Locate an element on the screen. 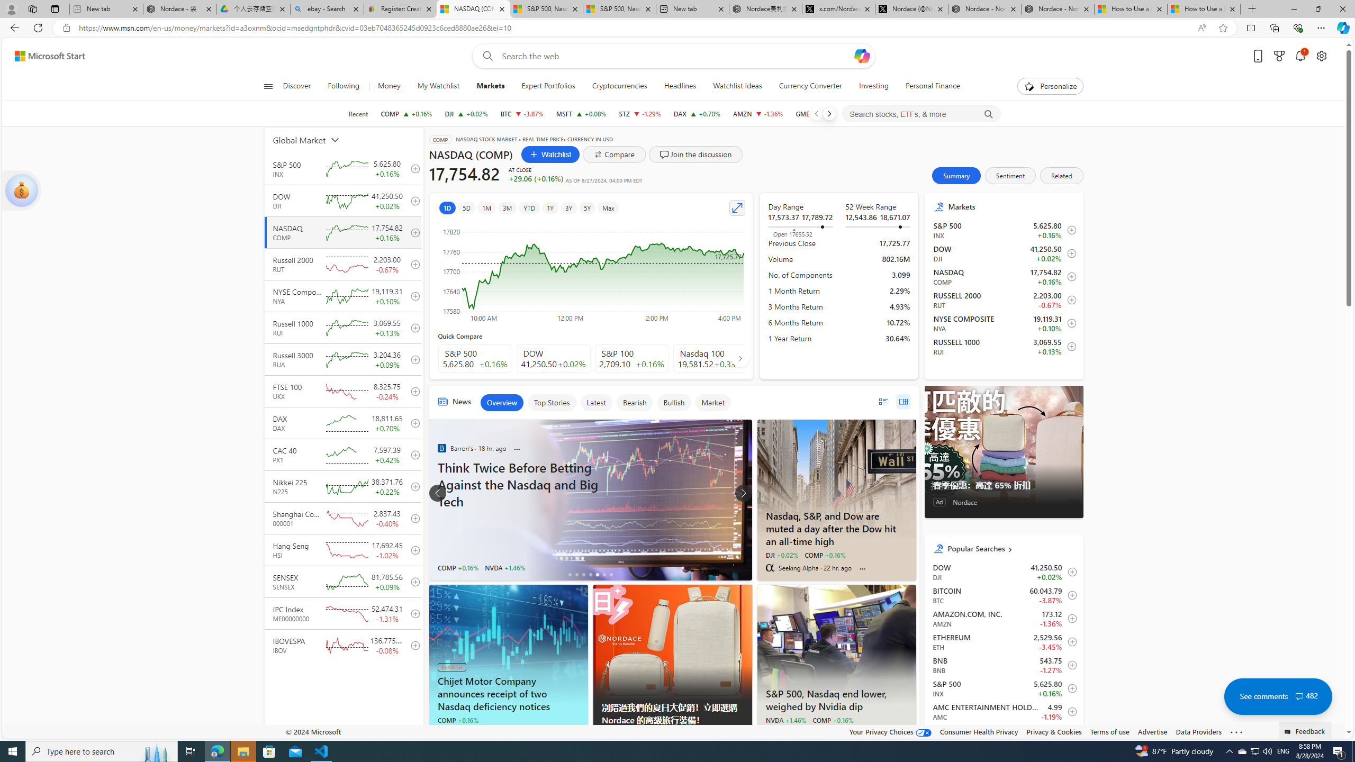 Image resolution: width=1355 pixels, height=762 pixels. Class: notInWatclistIcon-DS-EntryPoint1-5 lightTheme is located at coordinates (1070, 347).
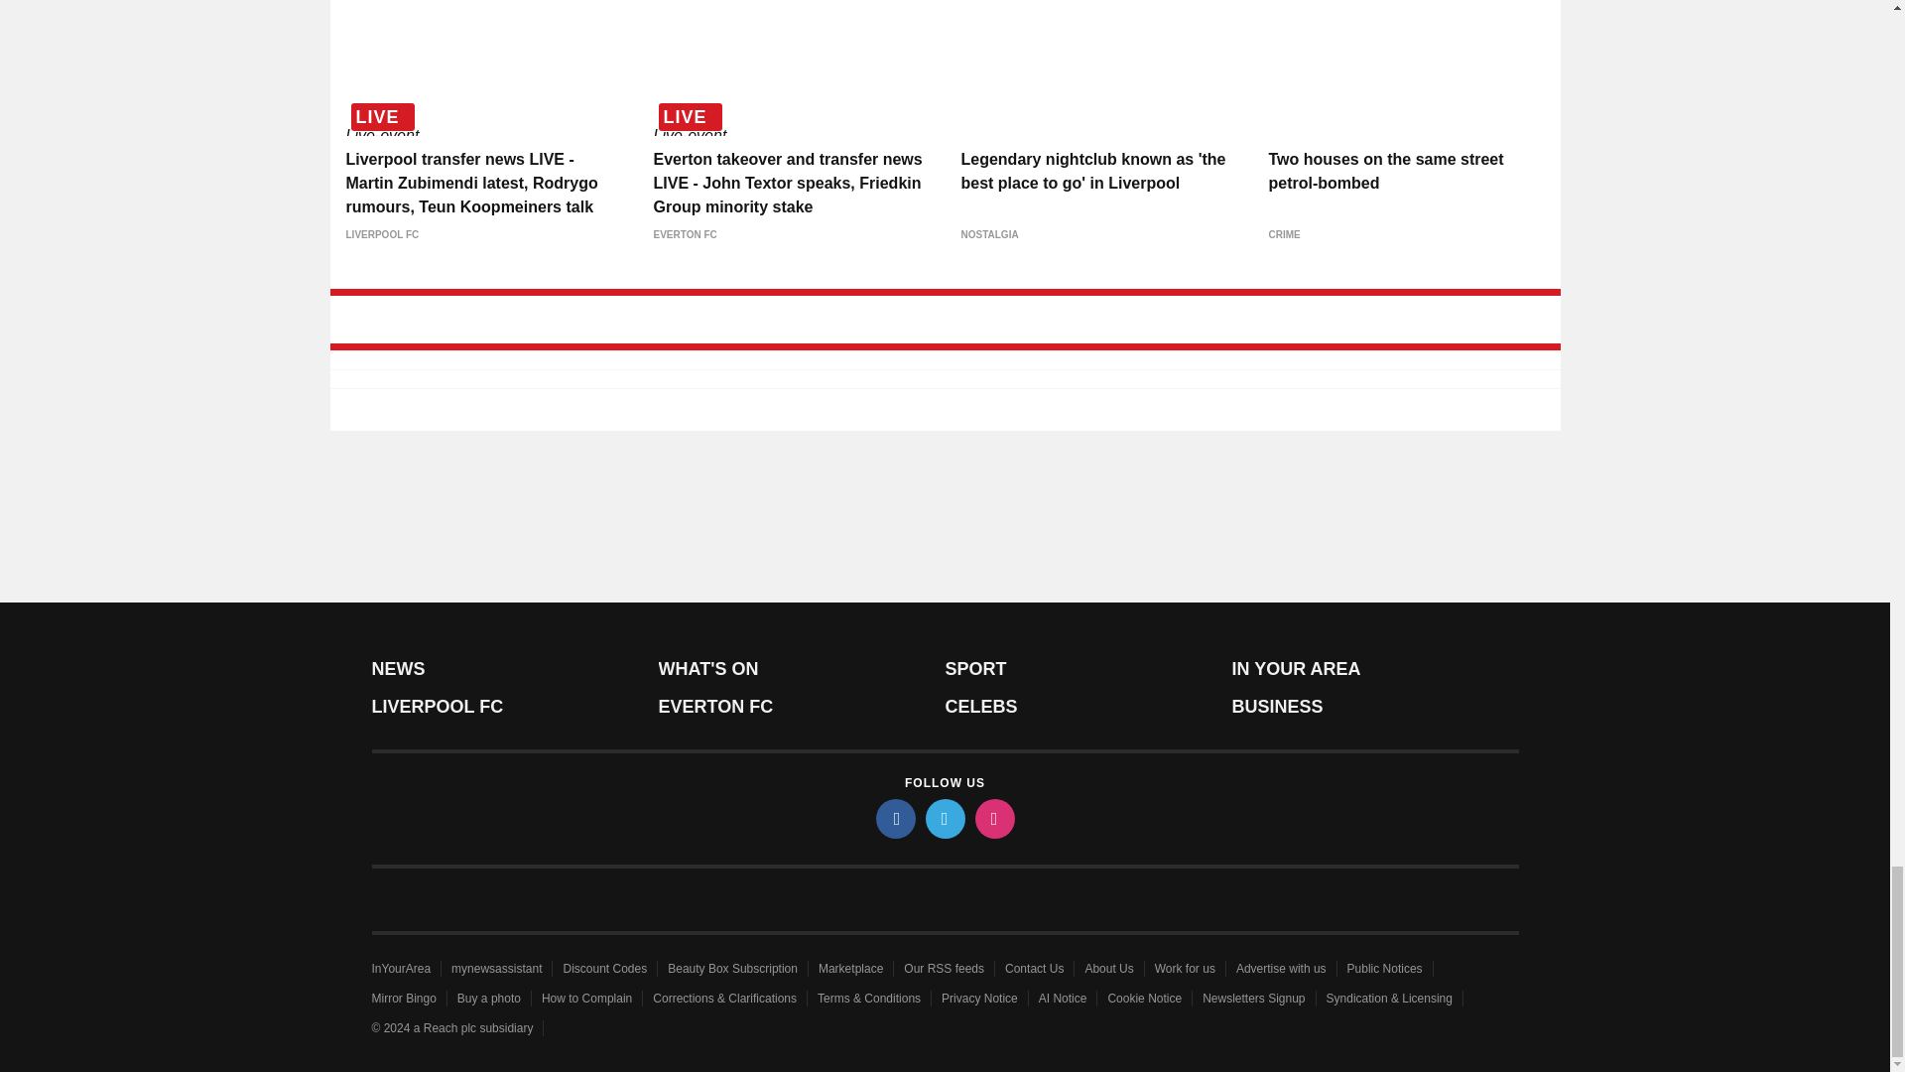 The width and height of the screenshot is (1905, 1072). What do you see at coordinates (944, 818) in the screenshot?
I see `twitter` at bounding box center [944, 818].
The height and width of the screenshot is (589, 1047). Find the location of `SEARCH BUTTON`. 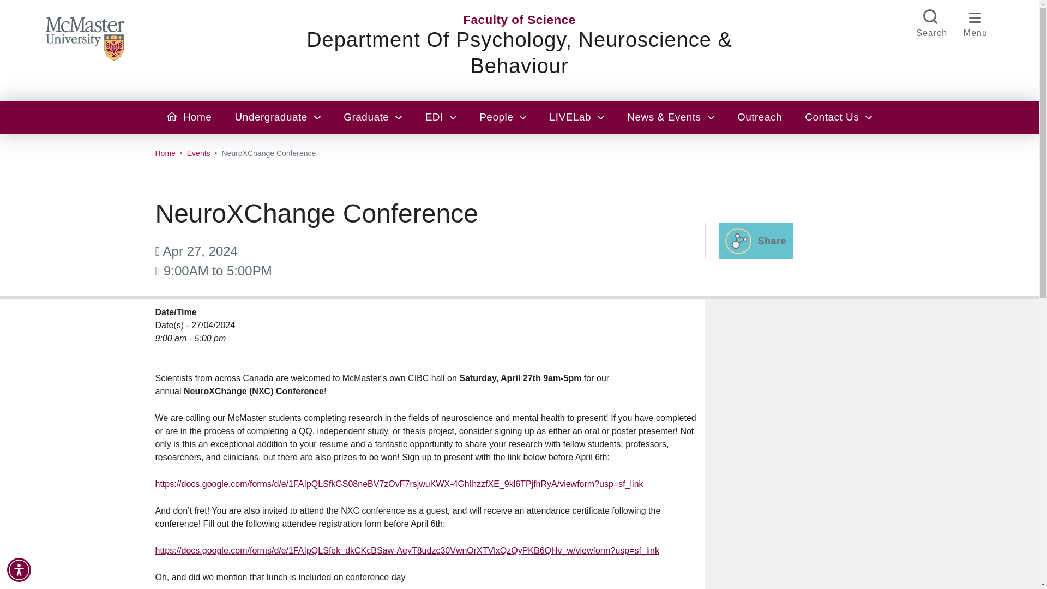

SEARCH BUTTON is located at coordinates (931, 22).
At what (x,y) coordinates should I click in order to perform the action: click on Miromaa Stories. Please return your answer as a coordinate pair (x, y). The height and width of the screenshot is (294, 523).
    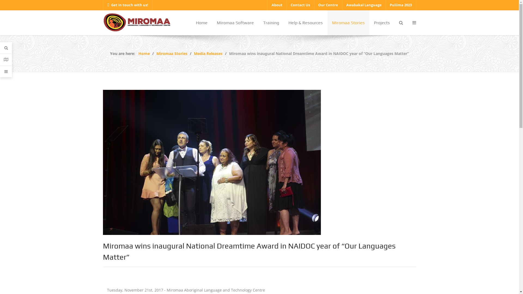
    Looking at the image, I should click on (349, 23).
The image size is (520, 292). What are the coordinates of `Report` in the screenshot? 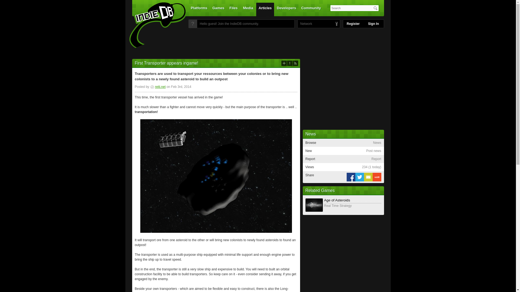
-.-.-
WHAT IS REQUIRED –
The line that contains "The height and width of the screenshot is (589, 1047)." begins the range and the last line of the entries ends it; print that range exactly, without pictures.

EXPECTED OUTPUT –
The height and width of the screenshot is (589, 1047). Find the location of `SEARCH BUTTON`. 

SEARCH BUTTON is located at coordinates (931, 22).
At what (x,y) coordinates should I click in order to perform the action: click on Miromaa Stories. Please return your answer as a coordinate pair (x, y). The height and width of the screenshot is (294, 523).
    Looking at the image, I should click on (349, 23).
The image size is (520, 292). What are the coordinates of `Report` in the screenshot? 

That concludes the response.